→ **EXERCISE DESCRIPTION**: Whether an entry is long or short, retype it exactly.

→ **GIVEN ENTRIES**:
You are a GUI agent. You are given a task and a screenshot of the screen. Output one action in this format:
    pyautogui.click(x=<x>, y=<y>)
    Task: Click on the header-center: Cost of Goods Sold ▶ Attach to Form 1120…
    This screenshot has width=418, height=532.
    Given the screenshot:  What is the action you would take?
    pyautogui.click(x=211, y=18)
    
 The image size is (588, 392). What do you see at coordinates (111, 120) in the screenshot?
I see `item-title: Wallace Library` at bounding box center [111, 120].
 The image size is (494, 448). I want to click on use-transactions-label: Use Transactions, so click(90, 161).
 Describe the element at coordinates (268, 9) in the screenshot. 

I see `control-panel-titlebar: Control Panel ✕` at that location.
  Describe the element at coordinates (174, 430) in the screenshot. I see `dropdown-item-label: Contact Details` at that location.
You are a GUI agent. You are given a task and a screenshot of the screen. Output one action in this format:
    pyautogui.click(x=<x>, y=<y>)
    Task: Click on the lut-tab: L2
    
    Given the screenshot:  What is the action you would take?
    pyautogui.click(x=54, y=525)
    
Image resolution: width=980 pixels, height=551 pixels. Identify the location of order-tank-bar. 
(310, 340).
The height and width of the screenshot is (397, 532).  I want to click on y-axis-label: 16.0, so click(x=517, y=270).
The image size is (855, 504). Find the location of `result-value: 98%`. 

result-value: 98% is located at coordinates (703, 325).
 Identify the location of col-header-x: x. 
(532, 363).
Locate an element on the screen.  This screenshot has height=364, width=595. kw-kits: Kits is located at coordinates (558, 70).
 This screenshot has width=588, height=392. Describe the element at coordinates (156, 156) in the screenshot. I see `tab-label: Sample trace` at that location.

→ **EXERCISE SOLUTION**:
You are a GUI agent. You are given a task and a screenshot of the screen. Output one action in this format:
    pyautogui.click(x=<x>, y=<y>)
    Task: Click on the header-center: Cost of Goods Sold ▶ Attach to Form 1120…
    This screenshot has width=418, height=532.
    Given the screenshot:  What is the action you would take?
    pyautogui.click(x=211, y=18)
    
 The image size is (588, 392). What do you see at coordinates (111, 120) in the screenshot?
I see `item-title: Wallace Library` at bounding box center [111, 120].
 The image size is (494, 448). I want to click on use-transactions-label: Use Transactions, so click(90, 161).
 Describe the element at coordinates (268, 9) in the screenshot. 

I see `control-panel-titlebar: Control Panel ✕` at that location.
  Describe the element at coordinates (174, 430) in the screenshot. I see `dropdown-item-label: Contact Details` at that location.
You are a GUI agent. You are given a task and a screenshot of the screen. Output one action in this format:
    pyautogui.click(x=<x>, y=<y>)
    Task: Click on the lut-tab: L2
    
    Given the screenshot:  What is the action you would take?
    pyautogui.click(x=54, y=525)
    
Image resolution: width=980 pixels, height=551 pixels. Identify the location of order-tank-bar. 
(310, 340).
The height and width of the screenshot is (397, 532).  I want to click on y-axis-label: 16.0, so click(x=517, y=270).
The image size is (855, 504). Find the location of `result-value: 98%`. 

result-value: 98% is located at coordinates (703, 325).
 Identify the location of col-header-x: x. 
(532, 363).
Locate an element on the screen.  This screenshot has height=364, width=595. kw-kits: Kits is located at coordinates (558, 70).
 This screenshot has width=588, height=392. Describe the element at coordinates (156, 156) in the screenshot. I see `tab-label: Sample trace` at that location.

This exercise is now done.